Used to analyze statistics on large collection containing PII.
Data Tokenization
Replace a sensitive data element with a token, a random value with shape and form of original. A tokenization application maps between the tokens and actual values. Needs a second database.
PCI DSS requires either encryption or tokenization of PII and card data.
Bit Splitting
Encrypt, split ciphertext and key across storage locations. With redundancy, your data survives individual drive failures, or seizures of some media by law enforcement.
Generate a random 256-bit key, encrypt your data with AES-CBC. For each 8-bit block of the ciphertext and the key, store:
- Bits 123456 at cloud #1
- Bits 345678 at cloud #2
- Bits 125678 at cloud #3
- Bits 123478 at cloud #4
You could reassemble the ciphertext and key with the data from any two clouds. That's all you need to understand for the test.
In the real world, each data center and its corporate headquarters would have to be in a separate country. And in the really real world with the US CLOUD Act, no more than one could be in the U.S. or another Five Eyes country, or any other country where the U.S. has strong influence. Chile, South Africa, India, and Singapore might work, as long as the cloud providers have their headquarters in those countries.
More advanced, possible but less likely to appear:
- SSMS (Secret Sharing Made Short) — encrypt data, use IDA (information dispersal algorithm) to split the data into fragments using erasure coding. Split the key, sign and distribute fragments of ciphertext and key to different cloud storage services. User must have m out of n fragments of data and key.
- AONT-RS (All-Or-Nothing Transform with Reed-Solomon) — similar approach
Quantum Science
Quantum computing is offensive, a threat to break ciphers and expose secrets.

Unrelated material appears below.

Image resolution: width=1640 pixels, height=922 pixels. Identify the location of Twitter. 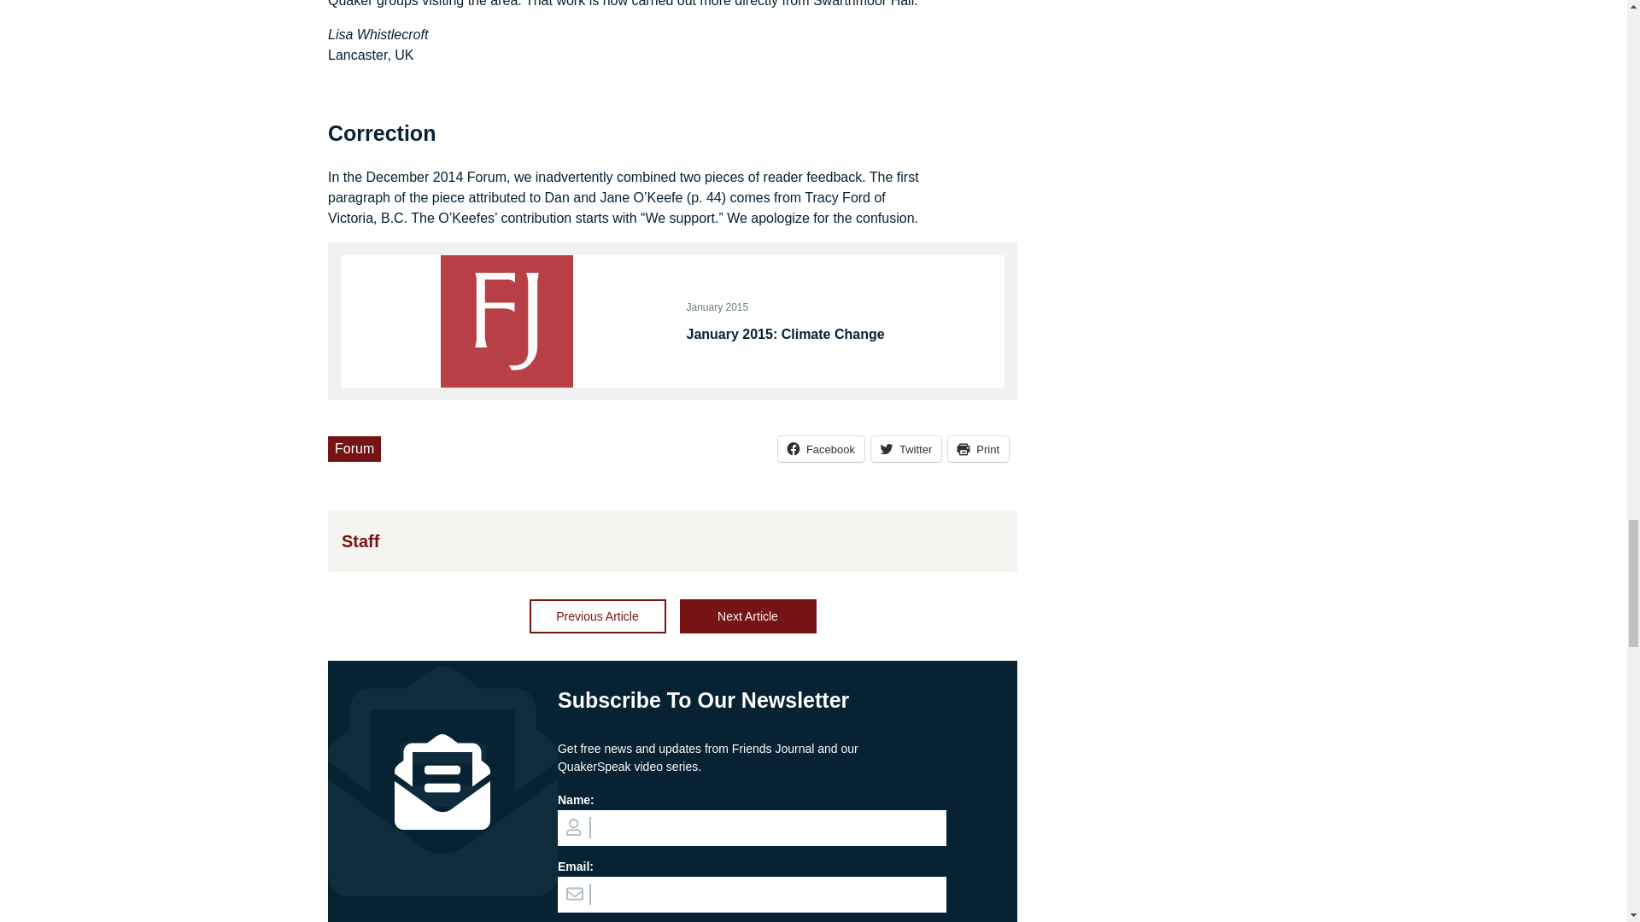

A truly general-purpose quantum computer with enough stable qubits could run Shor's algorithm to quickly solve the now "too difficult" problems that protect asymmetric ciphers — factoring for RSA and discrete logarithm for ECC. Symmetric ciphers should (as far as we currently understand) be relatively safe, Grover's algorithm reduces a 256-bit cipher to the resistance of a 128-bit cipher against brute-force search.

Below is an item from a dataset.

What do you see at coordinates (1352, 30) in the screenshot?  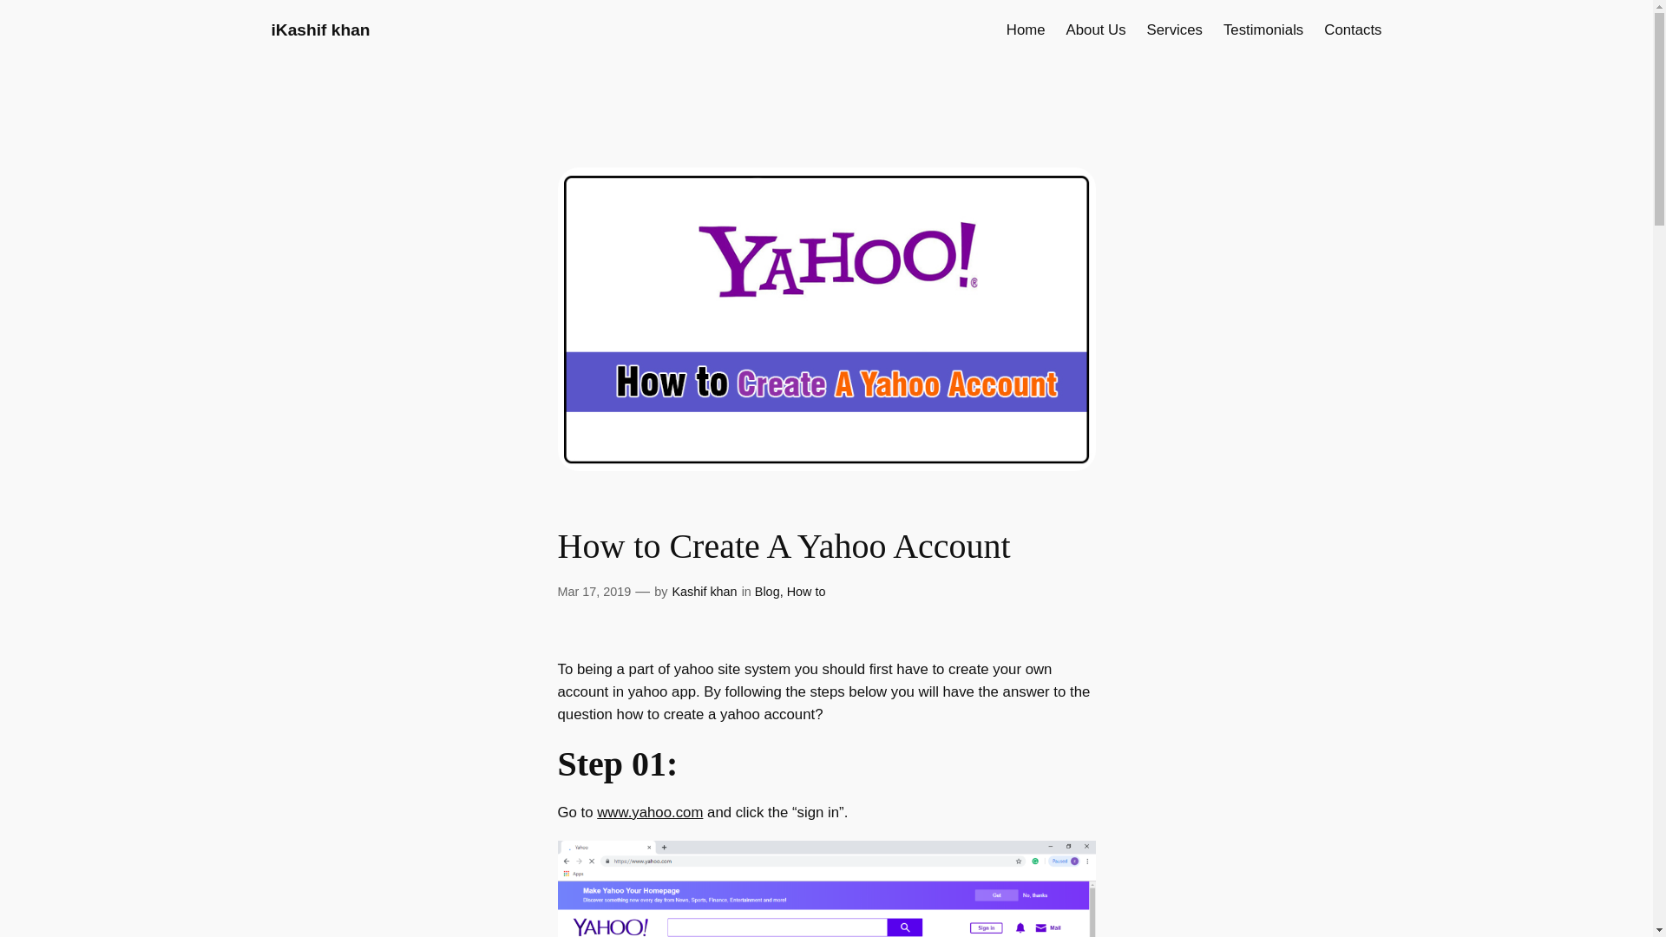 I see `Contacts` at bounding box center [1352, 30].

Quantum cryptography is defensive, to protect secrets. It's really about QKD or Quantum Key Distribution, using single-photon signaling to transmit a key to be used in a conventional symmetric cipher. China is a world leader in this, see one of my "Just Enough Cryptography" pages for details on the Chinese quantum Internet.
Responsibility depending on type of cloud service
IaaS | PaaS | SaaS | |
Security GRC (Governance, Risk, and Compliance) |
Enterprise | Enterprise | Enterprise |
Data Security | Enterprise | Enterprise | Enterprise |
Application Security | Enterprise | Enterprise | Shared |
Platform Security | Enterprise | Shared | CSP |
Infrastructure Security | Shared | CSP | CSP |
Physical Security | CSP | CSP | CSP |
Shared because:
- IaaS — Provider hosts images, their standard offerings plus whatever you create and store. You maintain your virtual machines.
- PaaS — Provider maintains run-time libraries (Java, Python, PHP, Perl, .NET, etc) and the development environment. You create the code and back up your software.
- SaaS — Provider maintains the application. You provision users, possibly configure application options, and train users to use the application carefully.